None of us cared. At family get-togethers my mom's three brothers ate it greedily with their coffee, united, for once, by their mutual enjoyment. I have never sullied its memory by making my own, but my desire to create good food has been there as long as my need to write.
My forays into solo baking turned sour in high school as I got myself into Anne Shirley-esque scrapes: dry peanut butter cookies, lemon cake boogery with lumps of unsifted flour, olive oil foolishly substituted for canola. In my twenties, I bought a useless bread maker from Goodwill in which yeast dough refused to rise, and burned brownies and the tops of bundt cakes in my tiny, overheated apartment stove. I tried to impress my husband's parents with Grams' chewy cake one Thanksgiving, but it turned to inedible gum filled with hard bits of dough.
"I just don't have the knack for it," I told myself. "Whatever, it's just another womanly task I don't need to feel guilty for being bad at, like ironing or sewing." I turned to box brownies and Tollhouse break-apart cookies, but late at night, as a teacher stressed over progress reports and standardized tests, I still found solace in easy trash recipes from Pinterest; cool whip cake batter cookies and microwaved mug brownies.
Recently, I watched the Great British Baking Show, and started baking again in my mother in law's nice spacious kitchen and brand new oven.

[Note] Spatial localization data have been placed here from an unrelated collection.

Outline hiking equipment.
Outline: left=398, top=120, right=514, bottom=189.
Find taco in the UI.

An oven makes a baker, my Grams could tell you that, but so does confidence and force of will. I've made lemon pie, banana bread, yogurt muffins, strawberry bundt cake, and banana pudding. This morning I made chocolate chip scones from scratch. As I grated an entire stick of frozen butter over the dry ingredients and then blended it into a dough with my fingers, I grumbled, "What sadistic lunatic thought this up?" But then I tasted them. They were not as divine as the sour cream pound cake of old, but they were good enough that I closed my eyes and sighed over them, and for a moment the world went away.

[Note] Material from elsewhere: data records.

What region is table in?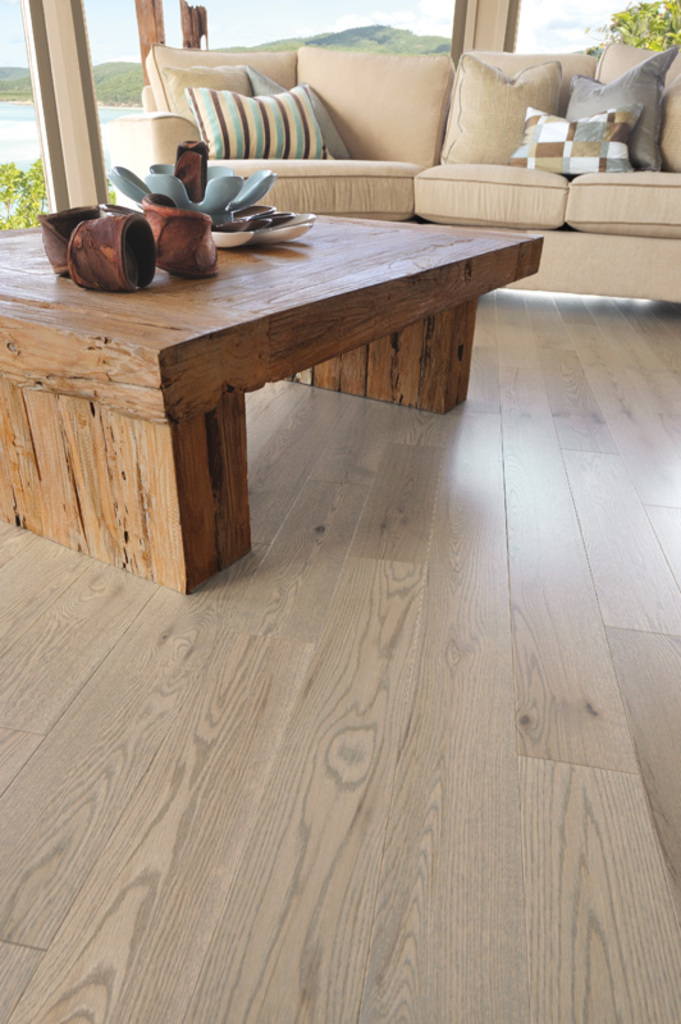
0, 204, 545, 594.
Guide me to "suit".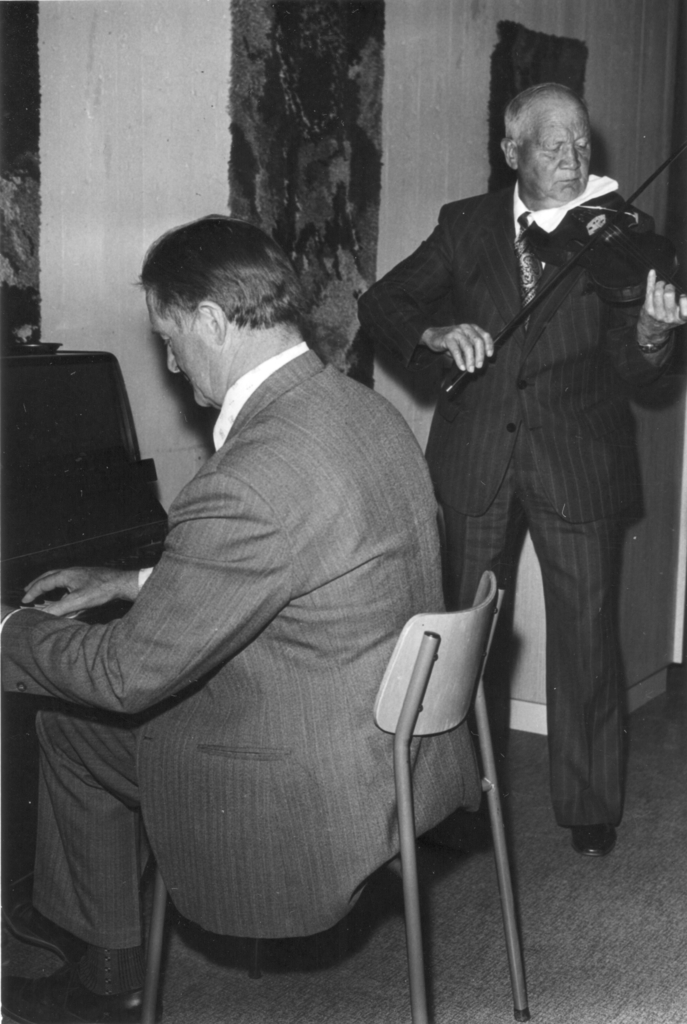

Grams can't see to bake anymore. In some ways we're estranged, but I know the ways we are still connected. The other day my husband showed me a photo he took of me standing in the garden with a denim shirt and a straw sunhat on. I looked at it and for a moment saw her instead of myself, recollections of hoeing in the tomato patch, sticky petunias, the scent of earth and the sun on marigolds. Unlike my inherited anxiety or rampant pessimism, this I understand, appreciate.
I spilled flour and a handful of sugar on the island while I was making the scones, and muttered to myself, "Oh Lord, L.S, what a mess." But she was right, it didn't make no difference.